Reanne Acasio and the company of HERE LIES LOVE at the Mark Taper Forum.
Jeff Lorch
Other tinkering involved adding a bit of music not heard in the Broadway version. “One of the things that was part of the show, but we’re now bringing back as a refrain or reprise, is ‘American Troglodyte,’ which is the song that opens the show. As the opening song, it’s really rousing. But you’re like, ‘Wait, what are you saying? I’m a little uncomfortable.’ And you see that song and that phrase kind of go on its own journey, when it’s first a part of a big disco number and the second time when it’s just sung a cappella directly to you. And then there are two songs that weren’t in there, brought in from David’s concept album. ‘Never So Big’ is a song with Estrella, who is Imelda’s nanny and housekeeper but also confidante, whom Imelda ultimately turns her back on. We wanted to make sure that that throughline was there, because the whole show was created as a song cycle between those two women, originally. And the other added song is ‘Whole Man,’ which comes in at the end. I wanted a moment where you saw a little bit of Imelda unraveling, but no one really questioning it, and then I also wanted a second just to show Aquino sitting in a jail cell for seven years while she’s out in the world philosophizing about love and beauty.
“With this show, you’re kind of like shot out of a cannon, especially if you’re new to the story. It doesn’t stop. And so it was a little bit of, like, where can we put in some of these moments where we can just give everyone a second to reflect and breathe, and also have these characters on stage have a moment for us to have connection or stillness, before we get into the next chapter of things.”
Byrne, for his part, is happy to see this production happening, even if he probably won’t get to see it. “Sadly I won’t be around for the opening; my tour dates were already set and tickets on sale.” But, he says, “Selfishly, yes, if this works, I’m sure other theaters will be watching and will want to pick it up. The music and the karaoke-style vocals are not typical for Broadway-style musicals, so that could be a plus for some demographics as well. A key ingredient is the sound: it should really sound like a club, plenty of low end and groove, which is also atypical for Broadway.”
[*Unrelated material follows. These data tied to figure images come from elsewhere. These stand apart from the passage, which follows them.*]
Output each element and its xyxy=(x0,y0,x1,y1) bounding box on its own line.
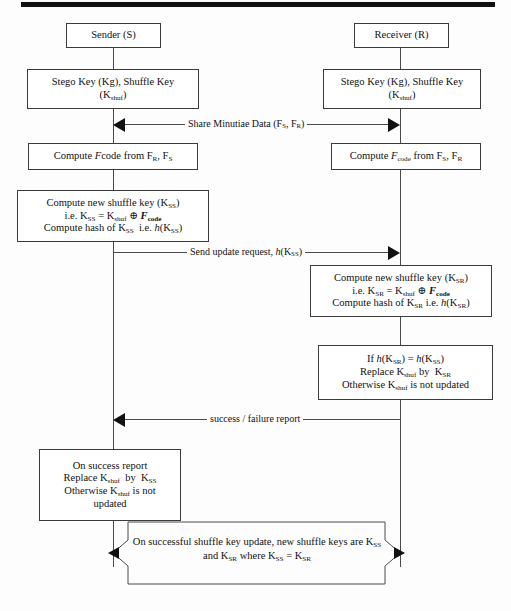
node-sender-onsuccess[interactable]: On success reportReplace Kshuf by KSSOth… xyxy=(39,449,181,521)
node-receiver-keys-text: Stego Key (Kg), Shuffle Key(Kshuf) xyxy=(328,76,476,101)
arrowhead-right-update xyxy=(388,246,400,260)
actor-sender-label: Sender (S) xyxy=(71,29,156,41)
node-receiver-fcode-text: Compute Fcode from FS, FR xyxy=(336,150,476,163)
message-send-update-request-label: Send update request, h(KSS) xyxy=(187,245,305,261)
bottom-note-lines: On successful shuffle key update, new sh… xyxy=(124,535,390,564)
arrowhead-right-share xyxy=(388,118,400,132)
sequence-diagram-page: Sender (S) Receiver (R) Stego Key (Kg), … xyxy=(0,0,511,611)
node-receiver-verify-text: If h(KSR) = h(KSS)Replace Kshuf by KSROt… xyxy=(323,353,488,392)
actor-receiver-label: Receiver (R) xyxy=(359,29,444,41)
node-sender-onsuccess-text: On success reportReplace Kshuf by KSSOth… xyxy=(44,460,176,511)
message-share-minutiae-label: Share Minutiae Data (FS, FR) xyxy=(185,117,307,133)
arrowhead-left-share xyxy=(113,118,125,132)
message-share-minutiae[interactable]: Share Minutiae Data (FS, FR) xyxy=(107,118,407,132)
node-receiver-verify[interactable]: If h(KSR) = h(KSS)Replace Kshuf by KSROt… xyxy=(318,345,493,400)
node-receiver-fcode[interactable]: Compute Fcode from FS, FR xyxy=(331,143,481,170)
node-sender-newkey-text: Compute new shuffle key (KSS)i.e. KSS = … xyxy=(22,197,204,236)
node-sender-keys-text: Stego Key (Kg), Shuffle Key(Kshuf) xyxy=(32,76,194,101)
page-top-rule xyxy=(21,2,495,7)
node-sender-fcode[interactable]: Compute Fcode from FR, FS xyxy=(28,143,198,170)
node-receiver-newkey[interactable]: Compute new shuffle key (KSR)i.e. KSR = … xyxy=(310,265,492,317)
arrowhead-left-report xyxy=(113,413,125,427)
message-success-failure-report-label: success / failure report xyxy=(207,412,303,426)
node-sender-keys[interactable]: Stego Key (Kg), Shuffle Key(Kshuf) xyxy=(27,69,199,109)
message-send-update-request[interactable]: Send update request, h(KSS) xyxy=(113,246,407,260)
actor-sender[interactable]: Sender (S) xyxy=(66,23,161,48)
bottom-note-text: On successful shuffle key update, new sh… xyxy=(124,535,390,564)
message-success-failure-report[interactable]: success / failure report xyxy=(107,413,407,427)
node-sender-fcode-text: Compute Fcode from FR, FS xyxy=(33,150,193,163)
node-receiver-newkey-text: Compute new shuffle key (KSR)i.e. KSR = … xyxy=(315,272,487,311)
node-sender-newkey[interactable]: Compute new shuffle key (KSS)i.e. KSS = … xyxy=(17,190,209,242)
actor-receiver[interactable]: Receiver (R) xyxy=(354,23,449,48)
node-receiver-keys[interactable]: Stego Key (Kg), Shuffle Key(Kshuf) xyxy=(323,69,481,109)
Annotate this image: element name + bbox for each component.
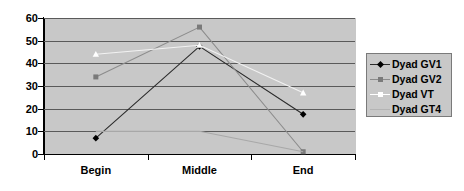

He didn’t give up on the show finding a wider in the audience in the 13 years between concept album and Broadway, and he’s not seeing an end in sight for it now. “I believe it has plenty of life left,” Byrne says. “Look at all the pop artists who have done disco and dance music records in the last few years! And the story, as you say, is maybe more close to home and relevant than ever.”
“Here Lies Love” runs at the Mark Taper Forum through April 5. Tickets can be found at centertheatregroup.org.